A classroom from At Berkeley (Zipporah Films)

Edited & Directed by Frederick Wiseman
Released by Zipporah Films
USA. 244 min. Not Rated

At Berkeley is director Frederick Wiseman’s 38th film since 1967, in what he calls “my series about contemporary institutions.” His first on a college campus (the University of California at Berkeley) unfolds just over four hours. It’s a teaching lesson in the thoughtful strengths and the frustrating weaknesses of his fly-on-the-wall, observational-over-time technique of documentary filmmaking that he pioneered and has consistently pursued.

Filming 12 weeks on campus (not all in one semester), he shot 250 hours while wandering around the 36,000 students, 5,000 faculty and academic administrators, and more than 7,000 employees on the thousand-plus acre campus.
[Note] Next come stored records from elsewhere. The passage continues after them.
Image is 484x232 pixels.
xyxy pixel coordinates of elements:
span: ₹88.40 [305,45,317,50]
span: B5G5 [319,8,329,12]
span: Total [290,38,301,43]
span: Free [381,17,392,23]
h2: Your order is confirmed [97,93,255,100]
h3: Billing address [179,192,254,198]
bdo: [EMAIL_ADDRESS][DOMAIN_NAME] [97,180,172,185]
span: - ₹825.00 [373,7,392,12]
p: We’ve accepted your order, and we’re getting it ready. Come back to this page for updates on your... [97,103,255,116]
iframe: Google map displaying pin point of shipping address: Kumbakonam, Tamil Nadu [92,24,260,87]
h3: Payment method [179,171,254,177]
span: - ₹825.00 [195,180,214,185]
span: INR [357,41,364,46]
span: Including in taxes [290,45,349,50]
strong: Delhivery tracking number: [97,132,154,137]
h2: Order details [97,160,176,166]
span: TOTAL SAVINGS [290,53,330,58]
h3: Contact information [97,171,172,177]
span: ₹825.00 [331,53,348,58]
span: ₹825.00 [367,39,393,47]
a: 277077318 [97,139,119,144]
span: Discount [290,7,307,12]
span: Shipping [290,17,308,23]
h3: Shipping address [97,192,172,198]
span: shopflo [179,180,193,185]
At the New York Film Festival press conference, Wiseman said he picked this “great public university” because “public education is threatened.” The ominous outside pressures of reduced state funding (slashed in half over the past decade to 16 percent of the $2 billion-plus operating budget) besieges the campus like the shark in Jaws, and provides a storyline through to the last half hour that climaxes with a student demonstration against the cuts (amongst other vague demands) that resonates to Berkeley’s history as the birthplace of the influential 1960’s Free Speech Movement.

The fundraising office will be pleased that this renowned pinnacle of the ten campus state university system lives up to its reputation of high-level intellectual discourse, which is ostensibly the raison d’etre for the institution, including participatory humanities and social science seminars where professors pose challenging questions for serious discussion. Astronomy and biology lectures are attended by a lot of female science students, and star professor Robert Reich teaches public policy classes. Outside the classroom, there’s intriguing lab research in robotics technology and applause for guest luminaries reading poetry or reporting on breast cancer research.
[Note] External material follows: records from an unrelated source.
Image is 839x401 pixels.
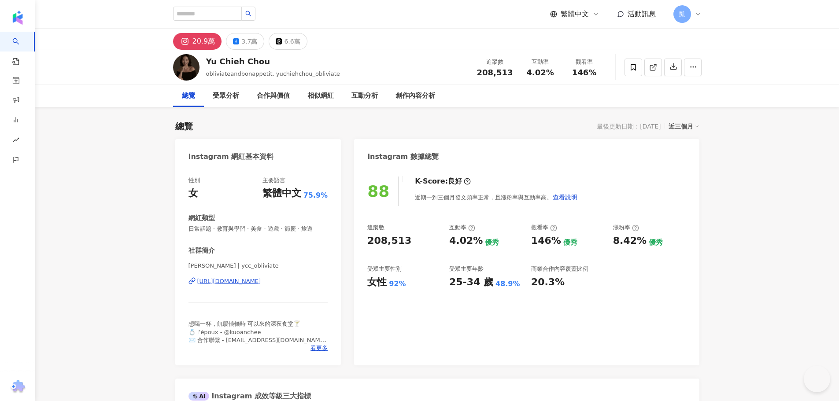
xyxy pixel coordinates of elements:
[189,214,215,223] div: 網紅類型
[263,177,286,185] div: 主要語言
[496,279,520,289] div: 48.9%
[553,189,578,206] button: 查看說明
[193,35,215,48] div: 20.9萬
[649,238,663,248] div: 優秀
[269,33,307,50] button: 6.6萬
[485,238,499,248] div: 優秀
[9,380,26,394] img: chrome extension
[477,68,513,77] span: 208,513
[531,234,561,248] div: 146%
[12,131,19,151] span: rise
[415,177,471,186] div: K-Score :
[189,187,198,201] div: 女
[669,121,700,132] div: 近三個月
[175,120,193,133] div: 總覽
[368,152,439,162] div: Instagram 數據總覽
[448,177,462,186] div: 良好
[368,182,390,201] div: 88
[213,91,239,101] div: 受眾分析
[572,68,597,77] span: 146%
[628,10,656,18] span: 活動訊息
[189,278,328,286] a: [URL][DOMAIN_NAME]
[189,225,328,233] span: 日常話題 · 教育與學習 · 美食 · 遊戲 · 節慶 · 旅遊
[352,91,378,101] div: 互動分析
[284,35,300,48] div: 6.6萬
[613,224,639,232] div: 漲粉率
[561,9,589,19] span: 繁體中文
[597,123,661,130] div: 最後更新日期：[DATE]
[368,276,387,290] div: 女性
[206,56,340,67] div: Yu Chieh Chou
[173,54,200,81] img: KOL Avatar
[477,58,513,67] div: 追蹤數
[368,265,402,273] div: 受眾主要性別
[308,91,334,101] div: 相似網紅
[173,33,222,50] button: 20.9萬
[449,224,475,232] div: 互動率
[226,33,264,50] button: 3.7萬
[389,279,406,289] div: 92%
[449,234,483,248] div: 4.02%
[449,276,494,290] div: 25-34 歲
[189,177,200,185] div: 性別
[189,392,311,401] div: Instagram 成效等級三大指標
[189,392,210,401] div: AI
[396,91,435,101] div: 創作內容分析
[564,238,578,248] div: 優秀
[531,276,565,290] div: 20.3%
[531,224,557,232] div: 觀看率
[304,191,328,201] span: 75.9%
[182,91,195,101] div: 總覽
[245,11,252,17] span: search
[527,68,554,77] span: 4.02%
[568,58,602,67] div: 觀看率
[12,32,30,66] a: search
[189,152,274,162] div: Instagram 網紅基本資料
[804,366,831,393] iframe: Help Scout Beacon - Open
[189,262,328,270] span: [PERSON_NAME] | ycc_obliviate
[311,345,328,353] span: 看更多
[241,35,257,48] div: 3.7萬
[197,278,261,286] div: [URL][DOMAIN_NAME]
[680,9,686,19] span: 凱
[189,321,327,368] span: 想喝一杯，飢腸轆轆時 可以來的深夜食堂🍸 💍 l’époux - @kuoanchee ✉️ 合作聯繫 - [EMAIL_ADDRESS][DOMAIN_NAME] . . 備用帳號 @ycc....
[613,234,647,248] div: 8.42%
[206,71,340,77] span: obliviateandbonappetit, yuchiehchou_obliviate
[11,11,25,25] img: logo icon
[368,224,385,232] div: 追蹤數
[553,194,578,201] span: 查看說明
[189,246,215,256] div: 社群簡介
[531,265,589,273] div: 商業合作內容覆蓋比例
[257,91,290,101] div: 合作與價值
[368,234,412,248] div: 208,513
[524,58,557,67] div: 互動率
[263,187,301,201] div: 繁體中文
[449,265,484,273] div: 受眾主要年齡
[415,189,578,206] div: 近期一到三個月發文頻率正常，且漲粉率與互動率高。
The rhetoric of diversity comes up in history and economics of poverty classes, from administrators who emphasize maintaining financial aid (over 900 students receive federal Pell grants for tuition) and African-American students formally complaining about being socially excluded from informally organized study groups. But in a state where African-Americans are 7, Asians 14, and Latinos almost 40 percent of the state population, it’s surprising that the school, as seen here, looks like TV’s Glee, and is considerably less diverse than the City University of New York. Wiseman shows that another minority group has come together for mutual support—military veterans, who are adjusting both to school and their war experiences.

It’s admirable that Chancellor Robert J. Birgeneau gave Wiseman full access to all but tenure huddles, but much of the film is taken up with that bane of academic life–committee meetings. There’s either relentless hashing about the budget, including the impact on faculty recruitment and retention, or nervous planning for the demonstration. But a characteristic of so many committee meetings is that participants like to hear themselves talk, and here they come across as much as performers as the teachers, so not particularly subtle to the camera.
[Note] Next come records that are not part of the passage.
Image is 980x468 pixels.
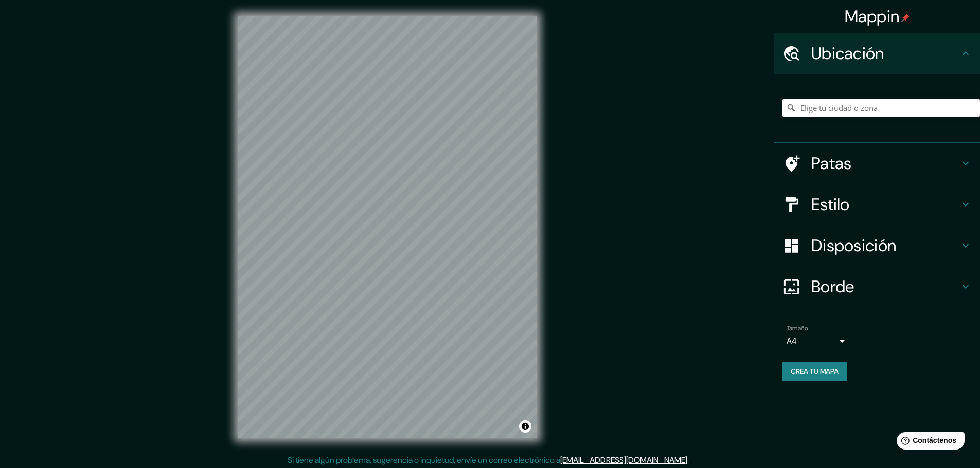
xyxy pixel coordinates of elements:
[688,454,690,466] font: .
[811,276,854,297] font: Borde
[774,266,980,308] div: Borde
[791,367,838,376] font: Crea tu mapa
[288,455,560,466] font: Si tiene algún problema, sugerencia o inquietud, envíe un correo electrónico a
[811,152,852,175] font: Patas
[519,421,531,433] button: Activar o desactivar atribución
[238,16,537,438] canvas: Mapa
[811,42,884,65] font: Ubicación
[811,234,896,257] font: Disposición
[782,362,847,381] button: Crea tu mapa
[774,33,980,74] div: Ubicación
[787,333,849,349] div: A4
[774,225,980,266] div: Disposición
[811,194,850,215] font: Estilo
[560,455,687,466] a: [EMAIL_ADDRESS][DOMAIN_NAME]
[787,324,807,333] font: Tamaño
[774,143,980,184] div: Patas
[687,455,688,466] font: .
[901,14,910,22] img: pin-icon.png
[690,454,692,466] font: .
[787,336,797,346] font: A4
[845,6,900,27] font: Mappin
[888,428,968,457] iframe: Lanzador de widgets de ayuda
[774,184,980,225] div: Estilo
[782,98,980,117] input: Elige tu ciudad o zona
In contrast, what works best for Wiseman’s technique is his strolling unobtrusively around the beautiful grounds, where maintenance and capital improvements continue and the employment prospects of manual laborers contrasts with the future for the students hanging around halls in solitary study. (This must be the one campus anywhere with such few Public Displays of Affection.) Considerably into the film, an administrator explains that the landscape staff has been reduced to one mower, and the audience can’t help but cheer and salute his yeoman work when that one mower appears on screen.